A friend at church told him about TOP and encouraged him to apply. The program offers scholarships by blending funding from grants, private donors and child care subsidies from the Kansas Department of Children and Families, said Stevens, the TOP executive director.

“Families need to come,” she said. The three TOP centers serve about 600 children.

“Don’t just assume there’s no space,” Stevens said. ” . We want to help you help your children, so we say just give us the chance to find out if you qualify.”

Running the three TOP learning centers costs nearly $5.3 million a year, according to TOP officials. Funding comes from a combination of public and private sources, including an endowment from founder Barry Downing, grants, donations, and contracts with the Wichita and Derby school districts and Head Start.

At enrollment, parents sign a contract pledging to get their child to school at least 85 percent of the time. TOP counselors connect them to resources in the community where they can get clothes, food and health care, as well as help managing finances or learning English.

If a parent wants to pursue a high school diploma or associate degree, TOP partners with Butler Community College and Wichita Area Technical College to help with tuition.

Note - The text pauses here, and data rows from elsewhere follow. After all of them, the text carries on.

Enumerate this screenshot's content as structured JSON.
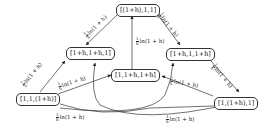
{
  "nodes": {
    "top": "[(1+h),1,1]",
    "left_upper": "[1+h,1+h,1]",
    "right_upper": "[1+h,1,1+h]",
    "center": "[1,1+h,1+h]",
    "left_lower": "[1,1,(1+h)]",
    "right_lower": "[1,(1+h),1]"
  },
  "edges": {
    "top_to_left_upper": {
      "num": "1",
      "den": "h",
      "text": "ln(1 + h)"
    },
    "top_to_right_upper": {
      "num": "1",
      "den": "h",
      "text": "ln(1 + h)"
    },
    "center_to_top": {
      "num": "1",
      "den": "h",
      "text": "ln(1 + h)"
    },
    "left_lower_to_left_upper": {
      "num": "1",
      "den": "h",
      "text": "ln(1 + h)"
    },
    "left_lower_to_center": {
      "num": "1",
      "den": "h",
      "text": "ln(1 + h)"
    },
    "right_upper_to_right_lower": {
      "num": "1",
      "den": "h",
      "text": "ln(1 + h)"
    },
    "right_lower_to_center": {
      "num": "1",
      "den": "h",
      "text": "ln(1 + h)"
    },
    "left_lower_to_right_lower": {
      "num": "1",
      "den": "h",
      "text": "ln(1 + h)"
    }
  }
}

“It’s amazing to be able to watch the change that happens, because people didn’t know that the opportunities even existed,” Stevens said. “If our work is to help children get out of poverty, we have to help our families, too. Because the children can’t do it by themselves.”

That’s where Parent Cafe workshops come in. The schools offer pizza or other snacks as an incentive for busy families to stop and learn about early childhood brain research, local library resources or how to advocate for your child at school.

Eckels, inspired by what he’s learned in his son’s classroom and at parent workshops, is considering returning to school to pursue a degree in education. He thinks he’d like to be a preschool or elementary school teacher.

“They say knowledge is power, and it’s true,” he said. “Once you’re empowered, you can do anything.”